== ACTIVITY ==
Below are entries. Copy exactly the lines running from the line that holds "The image size is (1104, 621)." to the line that holds "The height and width of the screenshot is (977, 1736).", with both ends included.

[Stored records]
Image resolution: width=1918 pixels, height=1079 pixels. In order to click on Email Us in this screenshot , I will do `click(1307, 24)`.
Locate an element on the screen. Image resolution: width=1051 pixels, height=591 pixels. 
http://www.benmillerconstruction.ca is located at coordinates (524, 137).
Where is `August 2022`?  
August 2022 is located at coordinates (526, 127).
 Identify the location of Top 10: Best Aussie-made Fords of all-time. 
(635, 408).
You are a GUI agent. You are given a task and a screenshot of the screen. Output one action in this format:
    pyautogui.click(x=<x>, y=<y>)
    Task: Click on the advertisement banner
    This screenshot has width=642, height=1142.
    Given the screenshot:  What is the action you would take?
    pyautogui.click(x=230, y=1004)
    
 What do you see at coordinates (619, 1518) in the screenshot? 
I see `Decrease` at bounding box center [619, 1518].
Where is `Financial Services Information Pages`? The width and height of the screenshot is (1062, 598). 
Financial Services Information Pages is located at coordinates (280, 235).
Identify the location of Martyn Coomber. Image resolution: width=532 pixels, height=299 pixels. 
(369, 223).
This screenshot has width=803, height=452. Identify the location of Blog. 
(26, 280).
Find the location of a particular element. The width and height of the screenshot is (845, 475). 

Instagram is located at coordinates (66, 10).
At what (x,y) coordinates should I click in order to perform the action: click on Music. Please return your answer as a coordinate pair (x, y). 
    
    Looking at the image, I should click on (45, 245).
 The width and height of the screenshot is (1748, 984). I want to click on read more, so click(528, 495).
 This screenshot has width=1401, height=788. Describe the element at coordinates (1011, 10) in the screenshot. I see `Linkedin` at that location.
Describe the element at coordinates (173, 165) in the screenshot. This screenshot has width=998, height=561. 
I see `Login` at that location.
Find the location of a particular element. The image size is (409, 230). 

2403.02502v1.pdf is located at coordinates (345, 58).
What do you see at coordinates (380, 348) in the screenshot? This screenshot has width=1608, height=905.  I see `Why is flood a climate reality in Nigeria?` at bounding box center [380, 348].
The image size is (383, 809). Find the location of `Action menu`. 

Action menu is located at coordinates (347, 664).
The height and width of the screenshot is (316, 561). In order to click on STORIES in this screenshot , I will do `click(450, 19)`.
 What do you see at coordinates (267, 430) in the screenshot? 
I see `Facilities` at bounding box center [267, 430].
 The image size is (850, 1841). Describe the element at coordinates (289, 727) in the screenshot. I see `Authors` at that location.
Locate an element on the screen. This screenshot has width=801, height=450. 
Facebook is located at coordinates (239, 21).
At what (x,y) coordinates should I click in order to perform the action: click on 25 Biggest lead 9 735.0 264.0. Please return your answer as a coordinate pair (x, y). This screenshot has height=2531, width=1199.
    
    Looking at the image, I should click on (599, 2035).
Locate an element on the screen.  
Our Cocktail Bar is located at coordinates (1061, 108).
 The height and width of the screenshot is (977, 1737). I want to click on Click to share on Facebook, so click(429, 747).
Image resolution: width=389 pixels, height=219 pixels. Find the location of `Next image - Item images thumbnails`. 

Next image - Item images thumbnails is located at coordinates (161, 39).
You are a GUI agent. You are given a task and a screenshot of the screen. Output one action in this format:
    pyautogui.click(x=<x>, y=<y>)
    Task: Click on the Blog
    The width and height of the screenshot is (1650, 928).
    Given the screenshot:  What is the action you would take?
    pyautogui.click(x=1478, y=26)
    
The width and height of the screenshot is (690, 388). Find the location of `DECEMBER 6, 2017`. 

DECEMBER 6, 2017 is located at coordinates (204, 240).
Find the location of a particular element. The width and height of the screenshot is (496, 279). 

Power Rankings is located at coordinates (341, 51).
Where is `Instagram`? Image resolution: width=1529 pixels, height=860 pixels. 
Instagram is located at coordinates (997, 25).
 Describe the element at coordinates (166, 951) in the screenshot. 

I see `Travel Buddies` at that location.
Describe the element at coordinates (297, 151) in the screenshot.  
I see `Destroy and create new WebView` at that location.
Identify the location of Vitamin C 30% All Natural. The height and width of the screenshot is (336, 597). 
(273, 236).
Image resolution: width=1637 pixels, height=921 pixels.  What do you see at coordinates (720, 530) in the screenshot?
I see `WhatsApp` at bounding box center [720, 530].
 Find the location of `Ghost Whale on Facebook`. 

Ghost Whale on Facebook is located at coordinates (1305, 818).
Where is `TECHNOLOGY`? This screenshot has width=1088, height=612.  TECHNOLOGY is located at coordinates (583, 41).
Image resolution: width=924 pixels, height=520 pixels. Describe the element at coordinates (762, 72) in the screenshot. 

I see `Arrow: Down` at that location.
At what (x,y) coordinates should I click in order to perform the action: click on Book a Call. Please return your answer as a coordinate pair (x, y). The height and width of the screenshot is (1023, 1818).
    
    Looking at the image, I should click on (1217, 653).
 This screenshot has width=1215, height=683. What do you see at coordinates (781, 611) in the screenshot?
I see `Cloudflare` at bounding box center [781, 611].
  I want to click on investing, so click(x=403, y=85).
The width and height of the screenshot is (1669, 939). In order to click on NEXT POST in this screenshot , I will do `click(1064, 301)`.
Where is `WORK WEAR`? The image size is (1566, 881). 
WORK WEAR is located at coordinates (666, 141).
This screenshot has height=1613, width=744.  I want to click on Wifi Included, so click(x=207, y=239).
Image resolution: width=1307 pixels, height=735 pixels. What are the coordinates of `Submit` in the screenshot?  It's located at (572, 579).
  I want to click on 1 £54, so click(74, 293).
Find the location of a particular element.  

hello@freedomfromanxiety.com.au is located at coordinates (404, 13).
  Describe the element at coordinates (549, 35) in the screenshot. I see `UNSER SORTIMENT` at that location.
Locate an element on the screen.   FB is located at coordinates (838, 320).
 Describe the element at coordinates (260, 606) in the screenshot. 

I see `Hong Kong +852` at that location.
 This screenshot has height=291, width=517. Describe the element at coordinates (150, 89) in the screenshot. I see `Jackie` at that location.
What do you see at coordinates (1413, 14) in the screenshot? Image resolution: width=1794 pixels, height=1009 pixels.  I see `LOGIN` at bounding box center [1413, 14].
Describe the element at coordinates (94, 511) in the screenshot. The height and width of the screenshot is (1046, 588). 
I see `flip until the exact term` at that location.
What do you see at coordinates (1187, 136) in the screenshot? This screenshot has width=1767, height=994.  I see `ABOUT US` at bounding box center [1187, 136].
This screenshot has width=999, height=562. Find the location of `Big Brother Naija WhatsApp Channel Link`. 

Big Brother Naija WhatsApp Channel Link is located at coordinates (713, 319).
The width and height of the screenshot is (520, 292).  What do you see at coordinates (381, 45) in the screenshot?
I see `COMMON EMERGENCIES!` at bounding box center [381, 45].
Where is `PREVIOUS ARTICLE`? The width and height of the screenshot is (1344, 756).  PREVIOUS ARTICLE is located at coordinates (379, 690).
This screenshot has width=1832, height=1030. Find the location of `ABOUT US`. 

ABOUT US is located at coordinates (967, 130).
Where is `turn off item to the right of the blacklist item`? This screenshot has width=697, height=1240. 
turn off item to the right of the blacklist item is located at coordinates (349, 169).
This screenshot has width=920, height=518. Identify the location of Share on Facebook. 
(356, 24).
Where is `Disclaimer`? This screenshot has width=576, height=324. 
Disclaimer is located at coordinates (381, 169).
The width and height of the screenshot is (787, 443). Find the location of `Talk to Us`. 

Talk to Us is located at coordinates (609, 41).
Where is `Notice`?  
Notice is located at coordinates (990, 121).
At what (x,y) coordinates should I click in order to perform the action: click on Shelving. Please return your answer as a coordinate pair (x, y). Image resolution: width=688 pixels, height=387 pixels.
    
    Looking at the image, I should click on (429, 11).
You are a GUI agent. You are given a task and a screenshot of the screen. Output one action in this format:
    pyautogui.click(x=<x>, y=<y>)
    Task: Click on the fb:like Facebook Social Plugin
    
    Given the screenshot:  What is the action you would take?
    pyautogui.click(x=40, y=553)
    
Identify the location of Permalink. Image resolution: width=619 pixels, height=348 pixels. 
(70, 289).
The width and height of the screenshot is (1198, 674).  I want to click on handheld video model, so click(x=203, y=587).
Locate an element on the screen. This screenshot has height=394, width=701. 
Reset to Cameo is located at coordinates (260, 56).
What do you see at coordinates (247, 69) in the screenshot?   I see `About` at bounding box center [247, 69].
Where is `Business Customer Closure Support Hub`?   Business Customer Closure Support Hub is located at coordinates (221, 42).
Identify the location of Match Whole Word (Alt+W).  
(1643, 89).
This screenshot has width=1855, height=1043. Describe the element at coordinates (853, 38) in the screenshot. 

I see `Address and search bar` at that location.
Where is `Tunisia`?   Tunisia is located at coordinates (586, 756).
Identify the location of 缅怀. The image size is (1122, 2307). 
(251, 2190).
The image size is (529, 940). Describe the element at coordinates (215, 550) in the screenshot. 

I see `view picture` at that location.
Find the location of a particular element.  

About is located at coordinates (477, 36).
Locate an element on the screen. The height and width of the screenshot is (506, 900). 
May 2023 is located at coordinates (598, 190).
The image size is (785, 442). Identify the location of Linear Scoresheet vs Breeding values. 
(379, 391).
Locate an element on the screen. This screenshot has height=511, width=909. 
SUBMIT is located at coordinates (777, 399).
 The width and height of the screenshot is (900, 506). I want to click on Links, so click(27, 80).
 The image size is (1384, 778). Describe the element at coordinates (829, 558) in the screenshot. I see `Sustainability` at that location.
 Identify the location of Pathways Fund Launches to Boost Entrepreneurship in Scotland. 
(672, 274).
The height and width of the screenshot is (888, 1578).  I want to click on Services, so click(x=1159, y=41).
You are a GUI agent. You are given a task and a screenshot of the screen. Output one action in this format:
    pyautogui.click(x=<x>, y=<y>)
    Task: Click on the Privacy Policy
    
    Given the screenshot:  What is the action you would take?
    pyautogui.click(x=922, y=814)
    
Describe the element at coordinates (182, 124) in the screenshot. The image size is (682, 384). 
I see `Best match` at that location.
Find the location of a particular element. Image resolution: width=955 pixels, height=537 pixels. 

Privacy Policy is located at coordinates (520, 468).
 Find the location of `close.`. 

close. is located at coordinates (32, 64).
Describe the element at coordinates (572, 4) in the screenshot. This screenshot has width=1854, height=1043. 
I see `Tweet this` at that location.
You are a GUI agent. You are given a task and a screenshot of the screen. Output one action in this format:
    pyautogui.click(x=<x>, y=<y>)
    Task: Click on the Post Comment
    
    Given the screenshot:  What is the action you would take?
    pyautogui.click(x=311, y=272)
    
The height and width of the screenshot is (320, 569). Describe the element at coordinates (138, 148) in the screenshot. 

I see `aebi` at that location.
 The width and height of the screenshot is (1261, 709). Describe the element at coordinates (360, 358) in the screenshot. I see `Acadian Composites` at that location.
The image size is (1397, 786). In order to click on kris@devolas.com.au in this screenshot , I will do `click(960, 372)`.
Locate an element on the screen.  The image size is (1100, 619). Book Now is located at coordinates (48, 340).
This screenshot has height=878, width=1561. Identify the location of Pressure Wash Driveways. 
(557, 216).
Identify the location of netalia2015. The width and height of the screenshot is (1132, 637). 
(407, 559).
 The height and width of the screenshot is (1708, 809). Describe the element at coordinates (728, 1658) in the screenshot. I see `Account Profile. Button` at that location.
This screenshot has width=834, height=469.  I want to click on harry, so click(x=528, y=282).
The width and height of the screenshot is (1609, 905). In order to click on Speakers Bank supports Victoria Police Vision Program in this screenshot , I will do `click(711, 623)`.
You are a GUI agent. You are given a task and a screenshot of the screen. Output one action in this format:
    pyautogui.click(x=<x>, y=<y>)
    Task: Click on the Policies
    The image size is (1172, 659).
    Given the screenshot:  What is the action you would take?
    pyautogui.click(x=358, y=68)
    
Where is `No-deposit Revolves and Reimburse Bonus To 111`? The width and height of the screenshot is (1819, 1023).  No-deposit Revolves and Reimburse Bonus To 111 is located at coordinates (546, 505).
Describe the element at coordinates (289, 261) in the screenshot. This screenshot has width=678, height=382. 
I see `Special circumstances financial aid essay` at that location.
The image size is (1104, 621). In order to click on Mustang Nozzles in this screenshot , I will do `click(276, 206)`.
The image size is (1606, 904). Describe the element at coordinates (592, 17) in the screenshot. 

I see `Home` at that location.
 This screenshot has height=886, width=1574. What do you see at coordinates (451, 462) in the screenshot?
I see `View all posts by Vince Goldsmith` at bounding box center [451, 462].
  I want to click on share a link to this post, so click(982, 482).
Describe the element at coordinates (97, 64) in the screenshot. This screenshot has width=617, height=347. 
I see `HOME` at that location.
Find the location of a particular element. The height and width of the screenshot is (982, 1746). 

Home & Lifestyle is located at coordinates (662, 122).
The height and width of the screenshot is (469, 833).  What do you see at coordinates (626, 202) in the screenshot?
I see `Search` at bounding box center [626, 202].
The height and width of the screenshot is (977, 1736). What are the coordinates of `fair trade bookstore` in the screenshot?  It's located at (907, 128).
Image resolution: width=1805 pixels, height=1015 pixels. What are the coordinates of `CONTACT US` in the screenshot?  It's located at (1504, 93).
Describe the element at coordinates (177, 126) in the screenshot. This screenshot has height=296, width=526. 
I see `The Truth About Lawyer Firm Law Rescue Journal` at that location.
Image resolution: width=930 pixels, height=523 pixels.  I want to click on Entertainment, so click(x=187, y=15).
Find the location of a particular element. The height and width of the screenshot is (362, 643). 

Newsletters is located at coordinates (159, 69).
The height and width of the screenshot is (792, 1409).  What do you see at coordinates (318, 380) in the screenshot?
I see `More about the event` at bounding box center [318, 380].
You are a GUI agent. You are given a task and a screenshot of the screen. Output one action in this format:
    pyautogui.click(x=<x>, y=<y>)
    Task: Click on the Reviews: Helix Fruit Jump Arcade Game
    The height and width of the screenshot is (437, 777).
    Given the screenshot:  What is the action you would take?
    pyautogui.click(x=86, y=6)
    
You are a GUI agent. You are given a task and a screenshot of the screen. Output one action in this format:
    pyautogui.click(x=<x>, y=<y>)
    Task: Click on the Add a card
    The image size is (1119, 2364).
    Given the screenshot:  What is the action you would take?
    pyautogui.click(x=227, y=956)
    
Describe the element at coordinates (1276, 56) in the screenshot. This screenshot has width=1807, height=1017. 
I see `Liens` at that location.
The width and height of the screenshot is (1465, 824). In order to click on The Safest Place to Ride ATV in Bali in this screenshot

== SOLUTION FOR THIS PROBLEM ==
The image size is (1104, 621). In order to click on Mustang Nozzles in this screenshot , I will do `click(276, 206)`.
The image size is (1606, 904). Describe the element at coordinates (592, 17) in the screenshot. 

I see `Home` at that location.
 This screenshot has height=886, width=1574. What do you see at coordinates (451, 462) in the screenshot?
I see `View all posts by Vince Goldsmith` at bounding box center [451, 462].
  I want to click on share a link to this post, so click(982, 482).
Describe the element at coordinates (97, 64) in the screenshot. This screenshot has width=617, height=347. 
I see `HOME` at that location.
Find the location of a particular element. The height and width of the screenshot is (982, 1746). 

Home & Lifestyle is located at coordinates (662, 122).
The height and width of the screenshot is (469, 833).  What do you see at coordinates (626, 202) in the screenshot?
I see `Search` at bounding box center [626, 202].
The height and width of the screenshot is (977, 1736). What are the coordinates of `fair trade bookstore` in the screenshot?  It's located at (907, 128).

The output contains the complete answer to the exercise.